Visible light is a tiny, tiny slice of wavelengths in the middle of this vast range, with ultraviolet (sunburn!) just to the shorter wavelength side, and infrared (heat!) to the longer wavelength side. The spectrum that underlies our experience of light and of the visible world runs from violet to red. Here is what this spectrum looks like on the ceiling of a friend’s apartment, with the colors separated by a faceted glass ball she has hanging in her west-facing window.
And here is the same spectrum seen in a rainbow over the rolling plains of Montana, north of Yellowstone National Park.
The sunlight that reaches our Earth literally consists of all the colors of the rainbow. But what about the flowers? How do we relate the colors contained within the apparently colorless light that is shining on a meadow to the colors we experience as being the property of the buttercups, the camas, and the paintbrushes?
To come to a deeper understanding, think about a colored liquid that you can handle easily yourself, say red food coloring. You grasp the tiny bottle, squeeze a few drops into a small glass of water, and voilà, you have red water.
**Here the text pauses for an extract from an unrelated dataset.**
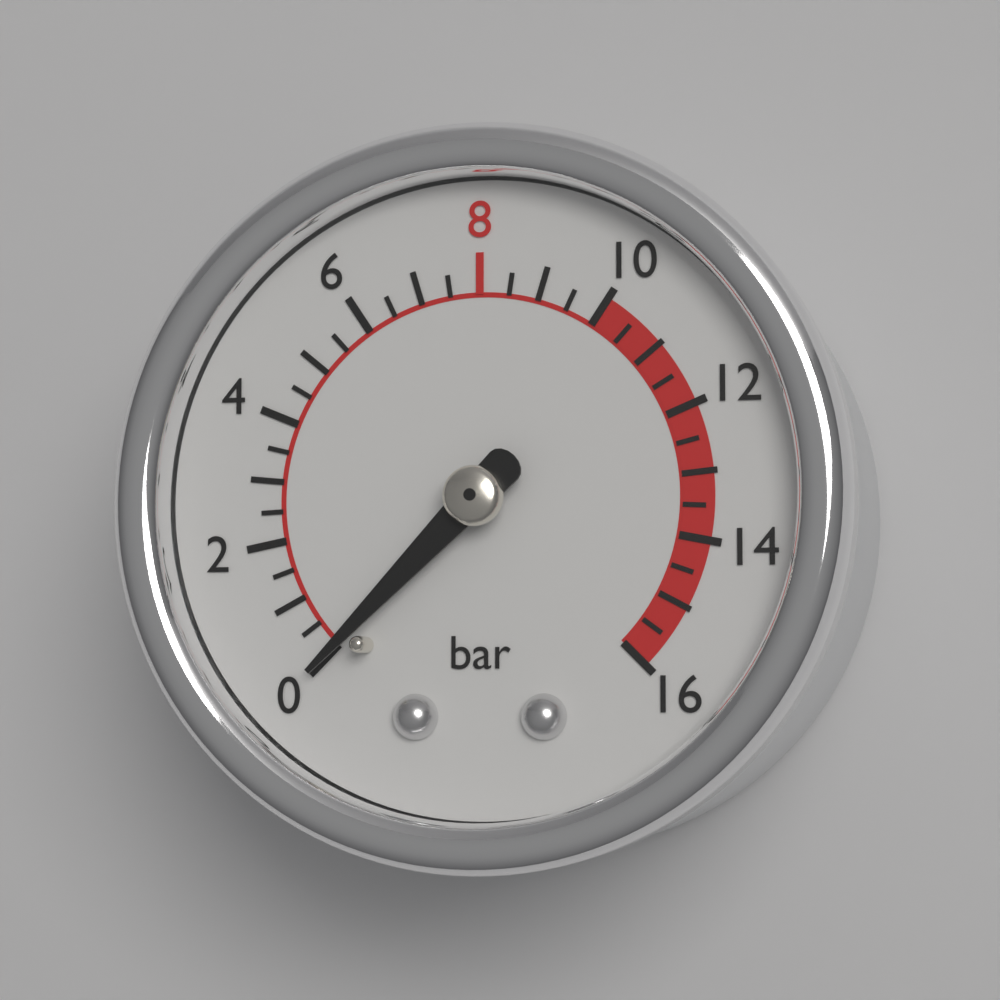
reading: 0.0 bar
White light shining in from one side of the glass emerges as red light from the other side. Test it. If you let light shine through the glass and onto a sheet of white paper, you will see a patch of red.
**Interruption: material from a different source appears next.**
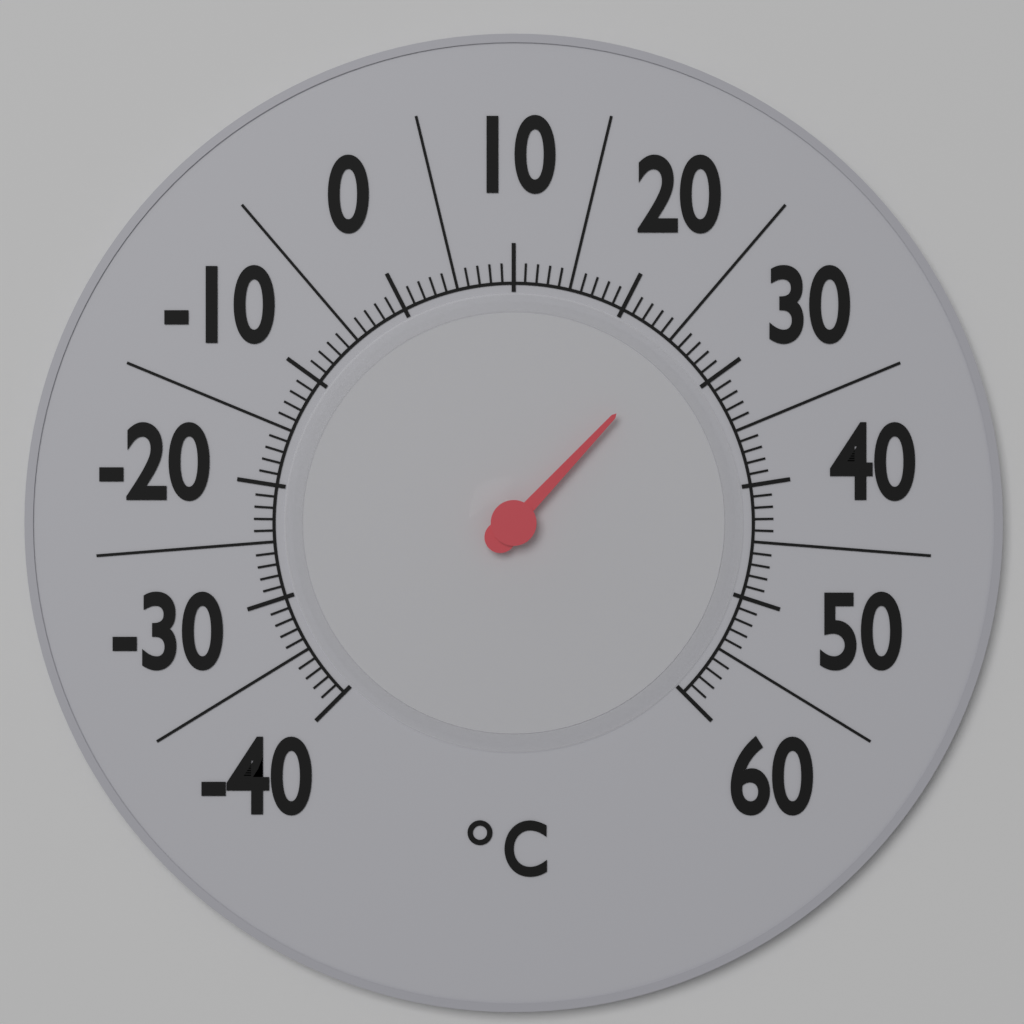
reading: 26 °C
What happened to turn the white light that entered the glass into the red light that exited? When light struck the dye molecules that were dissolved in otherwise colorless water, some wavelengths of light were selectively absorbed. If they were absorbed, they could no longer pass through the solution and be seen on the other side. The color of the light exiting from the solution, therefore, is due to the wavelengths that were not absorbed.
This is a bedrock principle that underlies our experience of color, and that we will explore in several subsequent posts. Molecules absorb some wavelengths of light and fail to absorb others, and the wavelengths that are not absorbed are ones that can reach our eyes and be seen. Notice that there are two partners dancing to manifest this principle, the light and the molecules absorbing the light. This partner dance will be our foundation as we explore the amazing realm of color. For now, just go out into the world and pay attention to the colors you see, being grateful for the privilege.
A few days ago I recorded a podcast with Margaret Roach were we talked about all our favorite seed sources. One of the many things we mentioned were the great species petunias available from Select Seeds. Which caused me to flash back to my time in graduate school doing research on petunias, and dig up these old images.
At the top are Petunia integrifolia (purple) and Petunia axillaris (white) and below are an assortment of flowers from a population of F2 hybrids between the two. This cross is interesting because it is a recreation of the original hybrid that created modern hybrid petunia.
But more fun is a similar cross with the one hummingbird pollinated petunia, P. exserta! It is fun to see the ways the colors and flower forms recombine in new ways in the seedlings.
I don’t have anything profound to say about these pictures… just, hey, isn’t genetics cool?